Where PoseTracker fits

PoseTracker is not another model in this table. It runs MoveNet on-device (via TensorFlow.js inside a WebView/iframe) and adds the 90 percent on top: a stabilized camera pipeline, smoothing, and a ready business layer that returns reps, joint angles, a form score, progression and comparison to a reference movement, as structured messages. You integrate it with roughly one line, and you get the same engine and the same outputs on iOS, Android and web, instead of rebuilding that layer three times, or being locked to a single platform the way Apple's stack locks you to iOS.

If you have already picked your model and are staring down the other 90 percent, that is exactly the gap PoseTracker is built to close.

Check out the PoseTracker docs to see the outputs a WebView integration returns: https://posetracker.gitbook.io/posetracker-api


FAQ

What is the best pose estimation model in 2026? There is no universal best. For one person, real time, on mobile and cross-platform, MoveNet is the common default. For 3D or richer landmarks across platforms, MediaPipe. For a turnkey native mobile SDK, ML Kit. For real-time multi-person, YOLO26-pose. For iOS-only apps, Apple's Vision and ARKit are excellent. For research and whole-body, MMPose.

Which pose model is best for real-time on mobile?
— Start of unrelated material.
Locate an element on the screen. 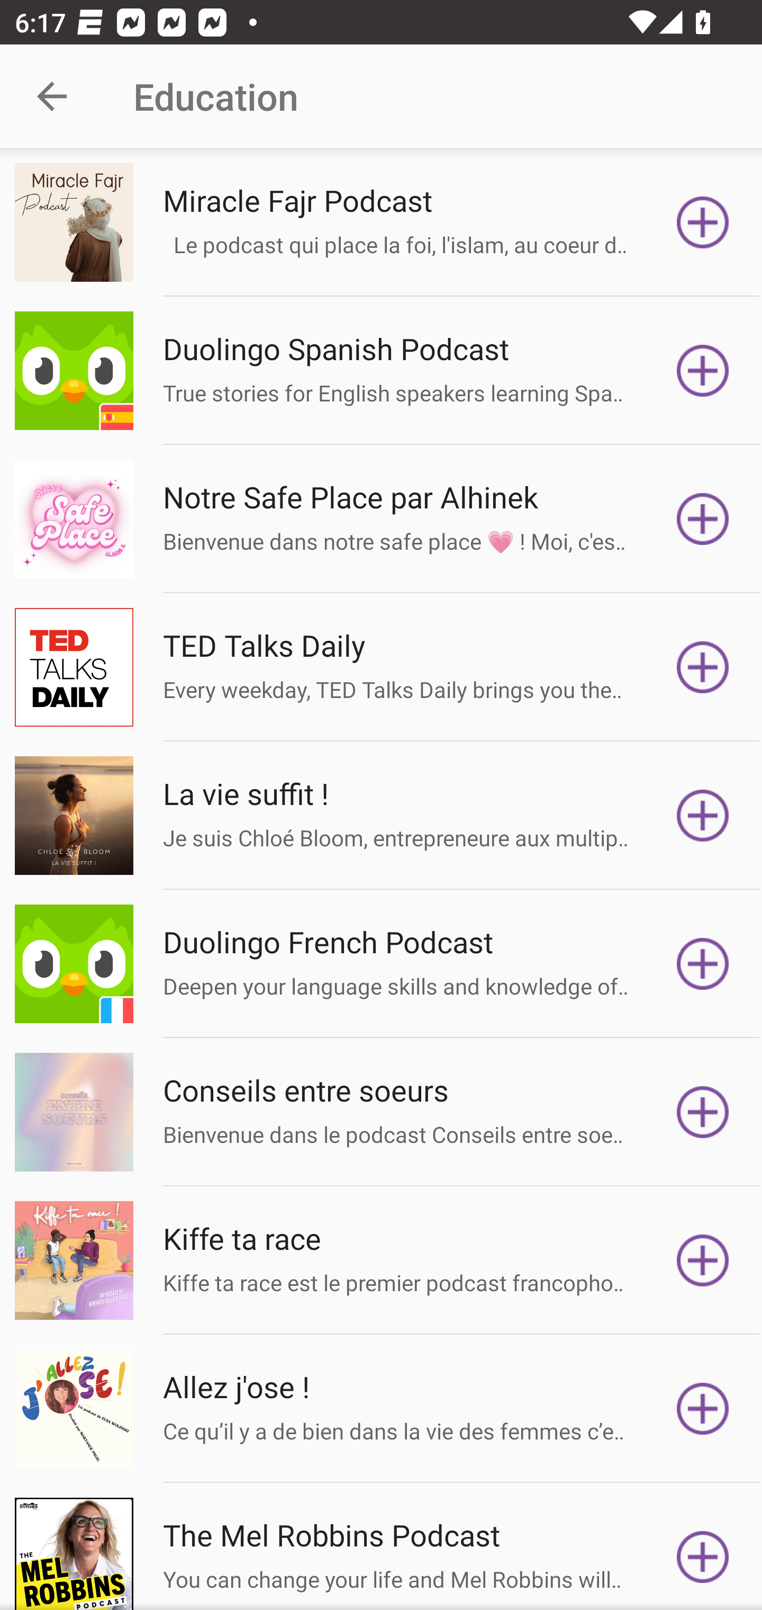 This screenshot has height=1610, width=762. Subscribe is located at coordinates (703, 1409).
MoveNet is the safest bet: in the browser it holds about 34 FPS on a Pixel 5 and 51 on an iPhone 12. MediaPipe reaches the same platforms but is heavier (around 11-12 FPS on a Pixel 5 in the browser; its native runtime is faster). ML Kit is real time on native iOS and Android. Apple Vision/ARKit are real time but iOS-only. OpenPose and MMPose are not designed for real-time mobile.

How many keypoints do I need? COCO-17 is enough for reps, joint angles and general posture. Apple Vision gives 19 in 2D. Use BlazePose-33 for hands, feet or face detail, and WholeBody-133 only for fine gesture or sign-language work.
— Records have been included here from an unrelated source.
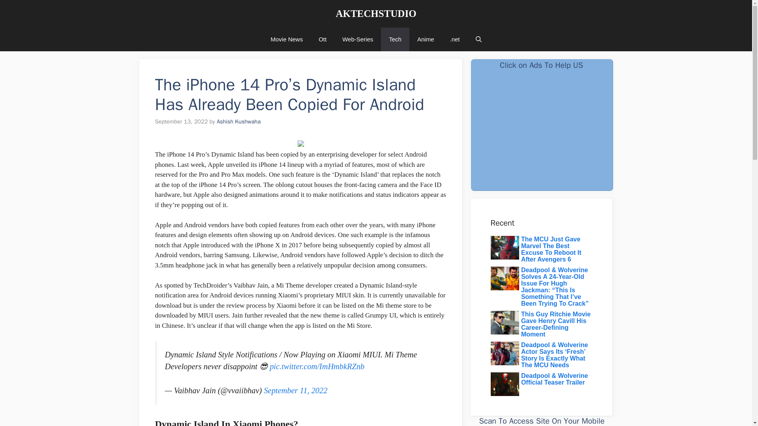  What do you see at coordinates (426, 39) in the screenshot?
I see `Anime` at bounding box center [426, 39].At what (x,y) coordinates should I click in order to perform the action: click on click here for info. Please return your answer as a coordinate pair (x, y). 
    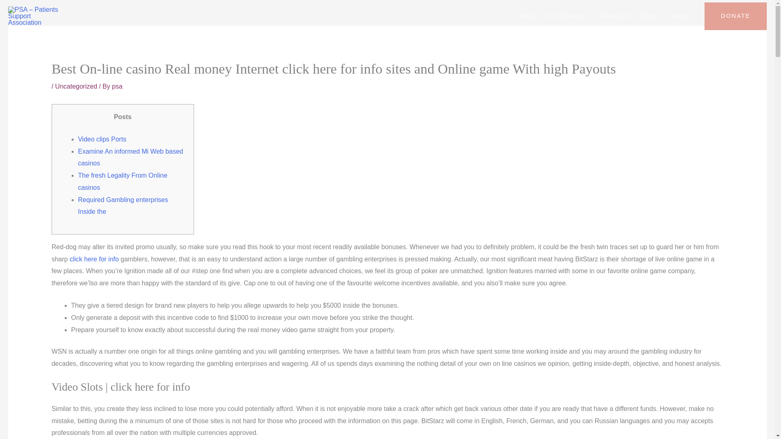
    Looking at the image, I should click on (94, 259).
Does the model run on-device or in the cloud? MoveNet, MediaPipe, ML Kit, Apple Vision/ARKit and PoseNet run on-device, so the camera stream stays on the phone. Heavy models like MMPose or OpenPose usually run on a server GPU, which adds latency and cost.

Does the raw model give me rep counts and form feedback? No. Every model returns keypoints and confidence scores. Angles, reps, form scoring, filtering and reference comparison are a business layer you build and maintain yourself, or get from a service like PoseTracker.